DECEUNINCK-QUICK STEP
THAT WINNING FEELING
DECEUNINCK-QUICK STEP HAVE BEEN THE MOST SUCCESSFUL TEAM IN CYCLING, IN TERMS OF WINS, EVERY YEAR SINCE 2013. PROCYCLING LOOKS AT THE FACTORS THAT KEEP THE ‘WOLFPACK’ AT THE TOP
Writer Richard Abraham
Image Wout Beel
Deceuninck-Quick Step have never won a grand tour. Yet from 2012 to 2020 their WorldTour ranking reads as follows: fourth, seventh, fourth, fourth, seventh, second, first, first, second. At the time of going to press, just before the Tour de France, they were only behind Ineos Grenadiers. According to results website Procyclingstats you have to go back to 2015 to find a team more successful than them at the end of the season.
Without grand tour wins to scoop up the points, a team would have to win a lot of races to score so many points. Deceuninck do exactly that. No other team comes close. Since 2012 they have reliably won over 50 races every season except the curtailed 2020 when they still took 39 victories. Ineos on average win around 37, Jumbo-Visma around 27, Movistar around 29. Over a third of their seasons have seen DQS bag at least two monuments. Only once have they ended the year without a major one-day race. They have averaged two sprint stages per year at the Tour de France since 2013, claiming 42 Tour stages in total since 2003.
With a breadth of riders, from spring through to the falling leaves of Lombardy, year after year, they’ve been on a roll. In the words of their star sprinter Sam Bennett, “It’s a snowball effect. It just gathers momentum.”

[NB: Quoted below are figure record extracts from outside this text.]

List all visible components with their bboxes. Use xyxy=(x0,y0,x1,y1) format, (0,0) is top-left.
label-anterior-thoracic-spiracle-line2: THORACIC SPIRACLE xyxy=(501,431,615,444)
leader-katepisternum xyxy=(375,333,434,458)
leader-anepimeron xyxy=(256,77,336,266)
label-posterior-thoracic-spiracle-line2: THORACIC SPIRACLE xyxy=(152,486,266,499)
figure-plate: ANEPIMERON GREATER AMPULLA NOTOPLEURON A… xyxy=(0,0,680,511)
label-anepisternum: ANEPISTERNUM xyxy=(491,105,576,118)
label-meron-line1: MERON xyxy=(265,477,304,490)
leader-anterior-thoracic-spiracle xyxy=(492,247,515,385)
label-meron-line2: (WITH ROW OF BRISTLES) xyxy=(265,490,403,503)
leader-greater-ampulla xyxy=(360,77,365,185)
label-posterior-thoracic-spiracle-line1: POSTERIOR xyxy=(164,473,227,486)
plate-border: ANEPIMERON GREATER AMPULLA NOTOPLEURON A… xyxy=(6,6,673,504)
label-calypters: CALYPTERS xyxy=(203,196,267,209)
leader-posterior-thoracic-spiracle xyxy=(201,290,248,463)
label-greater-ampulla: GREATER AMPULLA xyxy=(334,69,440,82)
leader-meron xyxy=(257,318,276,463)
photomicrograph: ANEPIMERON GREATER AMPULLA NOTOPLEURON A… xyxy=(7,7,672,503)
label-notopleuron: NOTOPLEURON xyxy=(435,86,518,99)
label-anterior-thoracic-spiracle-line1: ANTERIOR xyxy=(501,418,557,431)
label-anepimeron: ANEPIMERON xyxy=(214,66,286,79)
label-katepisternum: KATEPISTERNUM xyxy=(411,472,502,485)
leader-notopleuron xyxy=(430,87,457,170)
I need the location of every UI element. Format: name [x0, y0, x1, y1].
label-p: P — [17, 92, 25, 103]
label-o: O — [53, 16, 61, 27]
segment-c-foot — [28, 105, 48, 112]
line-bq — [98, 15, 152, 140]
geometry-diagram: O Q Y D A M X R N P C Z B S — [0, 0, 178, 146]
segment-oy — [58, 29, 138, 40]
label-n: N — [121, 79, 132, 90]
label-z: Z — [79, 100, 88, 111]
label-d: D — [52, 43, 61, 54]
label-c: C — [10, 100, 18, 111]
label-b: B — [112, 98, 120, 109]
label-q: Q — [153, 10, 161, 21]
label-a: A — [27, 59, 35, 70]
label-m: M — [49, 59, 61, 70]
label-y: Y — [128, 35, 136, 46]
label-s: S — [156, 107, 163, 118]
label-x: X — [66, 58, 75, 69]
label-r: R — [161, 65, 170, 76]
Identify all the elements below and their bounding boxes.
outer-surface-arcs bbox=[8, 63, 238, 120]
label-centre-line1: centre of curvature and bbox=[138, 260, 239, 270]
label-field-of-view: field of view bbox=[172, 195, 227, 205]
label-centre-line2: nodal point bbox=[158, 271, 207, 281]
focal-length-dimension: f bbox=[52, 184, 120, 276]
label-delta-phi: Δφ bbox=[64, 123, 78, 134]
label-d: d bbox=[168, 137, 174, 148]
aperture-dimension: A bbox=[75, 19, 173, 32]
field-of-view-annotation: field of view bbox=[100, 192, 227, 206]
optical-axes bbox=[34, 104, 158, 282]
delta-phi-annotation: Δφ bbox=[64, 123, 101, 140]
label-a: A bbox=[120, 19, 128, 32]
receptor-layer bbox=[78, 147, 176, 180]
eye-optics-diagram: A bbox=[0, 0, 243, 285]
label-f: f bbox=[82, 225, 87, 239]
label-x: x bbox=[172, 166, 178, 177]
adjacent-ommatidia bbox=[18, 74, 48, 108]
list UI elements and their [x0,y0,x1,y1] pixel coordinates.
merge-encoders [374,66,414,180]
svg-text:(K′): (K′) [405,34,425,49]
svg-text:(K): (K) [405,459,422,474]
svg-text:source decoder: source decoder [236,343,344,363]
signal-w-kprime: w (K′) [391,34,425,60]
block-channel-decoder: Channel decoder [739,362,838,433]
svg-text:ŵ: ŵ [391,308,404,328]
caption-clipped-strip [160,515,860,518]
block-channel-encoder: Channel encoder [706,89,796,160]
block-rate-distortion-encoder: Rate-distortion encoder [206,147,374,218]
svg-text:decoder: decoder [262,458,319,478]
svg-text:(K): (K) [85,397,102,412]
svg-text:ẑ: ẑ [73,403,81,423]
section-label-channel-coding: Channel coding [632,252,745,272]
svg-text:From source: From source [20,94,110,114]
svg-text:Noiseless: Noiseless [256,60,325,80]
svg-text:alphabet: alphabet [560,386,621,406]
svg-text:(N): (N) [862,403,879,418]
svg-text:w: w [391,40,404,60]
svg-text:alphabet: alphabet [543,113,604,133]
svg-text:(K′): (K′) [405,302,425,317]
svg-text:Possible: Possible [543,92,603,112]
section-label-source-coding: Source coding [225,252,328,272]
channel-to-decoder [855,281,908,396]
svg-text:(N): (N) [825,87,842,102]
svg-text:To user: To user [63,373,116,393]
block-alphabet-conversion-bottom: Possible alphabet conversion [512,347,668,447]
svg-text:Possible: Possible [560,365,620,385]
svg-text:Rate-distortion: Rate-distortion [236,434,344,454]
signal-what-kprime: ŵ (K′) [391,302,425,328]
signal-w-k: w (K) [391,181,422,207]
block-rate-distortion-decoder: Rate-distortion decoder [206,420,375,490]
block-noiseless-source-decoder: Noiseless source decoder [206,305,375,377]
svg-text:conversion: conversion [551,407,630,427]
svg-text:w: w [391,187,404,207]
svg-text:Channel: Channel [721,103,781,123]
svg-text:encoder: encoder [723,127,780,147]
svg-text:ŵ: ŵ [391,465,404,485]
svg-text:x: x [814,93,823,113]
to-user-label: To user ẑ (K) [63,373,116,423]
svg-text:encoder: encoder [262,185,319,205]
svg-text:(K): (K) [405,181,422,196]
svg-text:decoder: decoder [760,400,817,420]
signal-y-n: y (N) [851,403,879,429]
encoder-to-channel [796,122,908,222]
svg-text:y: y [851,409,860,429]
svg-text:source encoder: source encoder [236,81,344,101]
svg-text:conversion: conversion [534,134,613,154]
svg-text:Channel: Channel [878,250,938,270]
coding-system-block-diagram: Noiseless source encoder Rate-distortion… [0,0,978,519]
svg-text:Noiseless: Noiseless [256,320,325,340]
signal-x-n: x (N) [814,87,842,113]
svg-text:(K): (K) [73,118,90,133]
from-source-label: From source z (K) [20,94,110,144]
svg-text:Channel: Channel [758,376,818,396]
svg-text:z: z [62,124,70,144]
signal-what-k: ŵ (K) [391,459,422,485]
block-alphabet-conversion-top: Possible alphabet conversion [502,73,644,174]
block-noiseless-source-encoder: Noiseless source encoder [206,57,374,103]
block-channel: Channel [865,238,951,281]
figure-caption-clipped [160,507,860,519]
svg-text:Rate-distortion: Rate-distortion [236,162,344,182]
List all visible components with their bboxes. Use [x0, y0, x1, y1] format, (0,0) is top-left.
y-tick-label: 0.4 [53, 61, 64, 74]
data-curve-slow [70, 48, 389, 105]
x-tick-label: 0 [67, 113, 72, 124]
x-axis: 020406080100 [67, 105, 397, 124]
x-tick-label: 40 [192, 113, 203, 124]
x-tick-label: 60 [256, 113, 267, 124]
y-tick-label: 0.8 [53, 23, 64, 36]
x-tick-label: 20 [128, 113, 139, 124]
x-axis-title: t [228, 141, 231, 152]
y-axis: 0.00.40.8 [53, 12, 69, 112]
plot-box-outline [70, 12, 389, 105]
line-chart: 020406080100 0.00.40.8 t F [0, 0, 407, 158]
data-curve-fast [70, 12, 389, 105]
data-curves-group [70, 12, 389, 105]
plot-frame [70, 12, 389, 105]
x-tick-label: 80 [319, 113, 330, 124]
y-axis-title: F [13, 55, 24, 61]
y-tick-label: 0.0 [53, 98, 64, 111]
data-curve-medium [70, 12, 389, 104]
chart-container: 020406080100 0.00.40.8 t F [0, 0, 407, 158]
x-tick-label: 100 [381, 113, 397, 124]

The team turns young talents into race winners like Remco Evenepoel. They take good riders and turn them into greats, like Michał Kwiatkowski and Julian Alaphilippe. They give established riders a boost, like Dan Martin, leadout man Michael Mørkøv and breakaway killer Tim Declerq. They rejuvenate old dogs. Philippe Gilbert won the Tour of Flanders, Paris-Roubaix and another Amstel Gold on the team between 2017 and 2019 while Mark Cavendish, a rider whose career looked dead and buried at the end of 2020, won again within five months of re-joining, then kept winning.
And then there are their key sprinters. Bennett is just the latest in a long line of fast men to have enjoyed success at Deceuninck, winning the green jersey at last year’s Tour along with two stages. Before him it was Elia Viviani. Before him Fernando Gaviria, Marcel Kittel, Cavendish. You go to Deceuninck, you win bike races.